Dakar: In Senegal, the biggest celebration of the year is preceded by a government meeting to answer to a most pressing question: how many sheep does the country need?

The celebration is the holiday of Eid Al Adha, which takes place on Monday.

Millions of Muslim families in West Africa, where the event is known as Tabaski, slaughter a sheep, roast the meat and share it with guests.

The answer, this year: Senegal required a whopping 750,000 sheep, with a quarter-million heads just for the capital, Dakar, alone.

National police were instructed to go easy on local breeders trucking their sheep to designated sales points. Border controls were relaxed and taxes were waived to import almost 300,000 sheep from neighboring Mali and 80,000 more from Mauritania in less than a month.

Call it the Great Sheep Migration.

Tabaski brings with it real economic impacts. The annual spike in demand for rams for Tabaski has boosted sheep farming across the dry northern zone of West Africa, a region that’s already exceptional for its large livestock populations, according to Roel Bosma, a livestock researcher at Wageningen University. “It’s like a once-a-year market that generates huge profits for traders,” Bosma said by phone. “You’ll even find women cooperatives fattening up sheep ahead of Tabaski in areas where women didn’t traditionally rear cattle.”

But the festival is inflating costs for the 15 million Senegalese, who’re increasingly picky about their sheep. Good-looking rams with manly horns and symmetrical testicles are the most coveted, and their value has surged since an elite variety entered the market at a starting price of $1,700. Conventional tall rams now sell for as much as $350, or the equivalent of a lower middle-class monthly income.

In the past, “you could buy rams at 40,000 CFA francs (Dh246 or $67) and that was considered a lot of money already,” said Serigne Diop, a tailor, comparing today’s prices with those of five years ago. “Now, you start at 65,000 francs (Dh404 or $110) and you get a sheep that is just about acceptable.”

To put those prices into perspective, per capita expenditure in Senegal totalled $791 in 2015, according to World Bank data. And rams aren’t the only big Tabaski expenditure: husbands are also expected to buy new clothes for their wives and children.

High prices don’t deter some buyers, who will get a loan to buy a handsome ram, never mind that it’ll get slaughtered within weeks (Banks grant special Tabaski loans). A man who comes home with a small sheep risks derision even from his own children, who’ll want to parade the animal outside and give it a daily wash on one of the beaches that surround Dakar.

It may seem surprising that the humble sheep can serve as a status symbol, but this is, after all, the country that pioneered a popular reality TV show featuring a ram competition, with a panel of judges using scorecards to rate the nation’s most esteemed beasts. Even if some say that religious festivals should be about temperance, in Senegal, a sheep’s size has become the most accurate gauge of social status.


◆ EXERCISE GOAL: The records below must be transcribed exactly, with each picture left out.

==================================================

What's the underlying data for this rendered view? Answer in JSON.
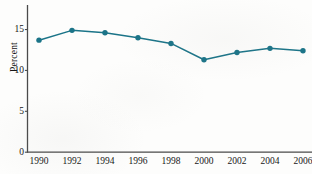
{
  "chart_data": {
    "type": "line",
    "title": "",
    "subtitle": "",
    "xlabel": "",
    "ylabel": "Percent",
    "x": [
      1990,
      1992,
      1994,
      1996,
      1998,
      2000,
      2002,
      2004,
      2006
    ],
    "categories": [
      "1990",
      "1992",
      "1994",
      "1996",
      "1998",
      "2000",
      "2002",
      "2004",
      "2006"
    ],
    "values": [
      13.7,
      14.9,
      14.6,
      14.0,
      13.3,
      11.3,
      12.2,
      12.7,
      12.4
    ],
    "series": [
      {
        "name": "Percent",
        "values": [
          13.7,
          14.9,
          14.6,
          14.0,
          13.3,
          11.3,
          12.2,
          12.7,
          12.4
        ]
      }
    ],
    "ylim": [
      0,
      18
    ],
    "xlim": [
      1989,
      2006.5
    ],
    "ytick_values": [
      0,
      5,
      10,
      15
    ],
    "ytick_labels": [
      "0",
      "5",
      "10",
      "15"
    ],
    "xtick_labels": [
      "1990",
      "1992",
      "1994",
      "1996",
      "1998",
      "2000",
      "2002",
      "2004",
      "2006"
    ],
    "grid": false,
    "legend": "none",
    "marker": "filled-circle",
    "line_color": "#1b7488",
    "marker_color": "#1b7488",
    "axis_color": "#4a4a4a",
    "background_color": "#fdfdfc"
  },
  "axis": {
    "y_title": "Percent",
    "y_ticks": [
      {
        "label": "15",
        "value": 15
      },
      {
        "label": "10",
        "value": 10
      },
      {
        "label": "5",
        "value": 5
      },
      {
        "label": "0",
        "value": 0
      }
    ],
    "x_ticks": [
      {
        "label": "1990",
        "value": 1990
      },
      {
        "label": "1992",
        "value": 1992
      },
      {
        "label": "1994",
        "value": 1994
      },
      {
        "label": "1996",
        "value": 1996
      },
      {
        "label": "1998",
        "value": 1998
      },
      {
        "label": "2000",
        "value": 2000
      },
      {
        "label": "2002",
        "value": 2002
      },
      {
        "label": "2004",
        "value": 2004
      },
      {
        "label": "2006",
        "value": 2006
      }
    ]
  }
}
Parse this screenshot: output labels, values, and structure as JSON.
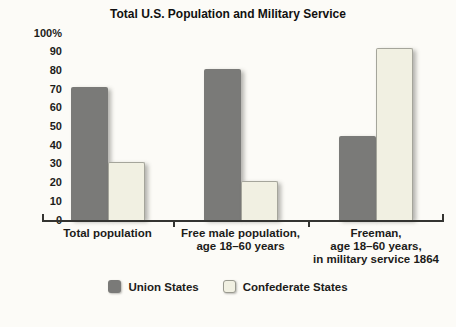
{
  "chart_data": {
    "type": "bar",
    "title": "Total U.S. Population and Military Service",
    "categories": [
      "Total population",
      "Free male population,\nage 18–60 years",
      "Freeman,\nage 18–60 years,\nin military service 1864"
    ],
    "series": [
      {
        "name": "Union States",
        "color": "#7a7a78",
        "values": [
          71,
          81,
          45
        ]
      },
      {
        "name": "Confederate States",
        "color": "#f1f0e2",
        "border_color": "#a5a59b",
        "values": [
          31,
          21,
          92
        ]
      }
    ],
    "xlabel": "",
    "ylabel": "",
    "ylim": [
      0,
      100
    ],
    "ytick_step": 10,
    "ytick_top_label": "100%",
    "grid": false,
    "legend_position": "bottom"
  }
}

==================================================

◆ EXPECTED OUTPUT:
What's the underlying data for this rendered view? Answer in JSON.
{
  "chart_data": {
    "type": "line",
    "title": "",
    "subtitle": "",
    "xlabel": "",
    "ylabel": "Percent",
    "x": [
      1990,
      1992,
      1994,
      1996,
      1998,
      2000,
      2002,
      2004,
      2006
    ],
    "categories": [
      "1990",
      "1992",
      "1994",
      "1996",
      "1998",
      "2000",
      "2002",
      "2004",
      "2006"
    ],
    "values": [
      13.7,
      14.9,
      14.6,
      14.0,
      13.3,
      11.3,
      12.2,
      12.7,
      12.4
    ],
    "series": [
      {
        "name": "Percent",
        "values": [
          13.7,
          14.9,
          14.6,
          14.0,
          13.3,
          11.3,
          12.2,
          12.7,
          12.4
        ]
      }
    ],
    "ylim": [
      0,
      18
    ],
    "xlim": [
      1989,
      2006.5
    ],
    "ytick_values": [
      0,
      5,
      10,
      15
    ],
    "ytick_labels": [
      "0",
      "5",
      "10",
      "15"
    ],
    "xtick_labels": [
      "1990",
      "1992",
      "1994",
      "1996",
      "1998",
      "2000",
      "2002",
      "2004",
      "2006"
    ],
    "grid": false,
    "legend": "none",
    "marker": "filled-circle",
    "line_color": "#1b7488",
    "marker_color": "#1b7488",
    "axis_color": "#4a4a4a",
    "background_color": "#fdfdfc"
  },
  "axis": {
    "y_title": "Percent",
    "y_ticks": [
      {
        "label": "15",
        "value": 15
      },
      {
        "label": "10",
        "value": 10
      },
      {
        "label": "5",
        "value": 5
      },
      {
        "label": "0",
        "value": 0
      }
    ],
    "x_ticks": [
      {
        "label": "1990",
        "value": 1990
      },
      {
        "label": "1992",
        "value": 1992
      },
      {
        "label": "1994",
        "value": 1994
      },
      {
        "label": "1996",
        "value": 1996
      },
      {
        "label": "1998",
        "value": 1998
      },
      {
        "label": "2000",
        "value": 2000
      },
      {
        "label": "2002",
        "value": 2002
      },
      {
        "label": "2004",
        "value": 2004
      },
      {
        "label": "2006",
        "value": 2006
      }
    ]
  }
}
Parse this screenshot: output labels, values, and structure as JSON.
{
  "chart_data": {
    "type": "bar",
    "title": "Total U.S. Population and Military Service",
    "categories": [
      "Total population",
      "Free male population,\nage 18–60 years",
      "Freeman,\nage 18–60 years,\nin military service 1864"
    ],
    "series": [
      {
        "name": "Union States",
        "color": "#7a7a78",
        "values": [
          71,
          81,
          45
        ]
      },
      {
        "name": "Confederate States",
        "color": "#f1f0e2",
        "border_color": "#a5a59b",
        "values": [
          31,
          21,
          92
        ]
      }
    ],
    "xlabel": "",
    "ylabel": "",
    "ylim": [
      0,
      100
    ],
    "ytick_step": 10,
    "ytick_top_label": "100%",
    "grid": false,
    "legend_position": "bottom"
  }
}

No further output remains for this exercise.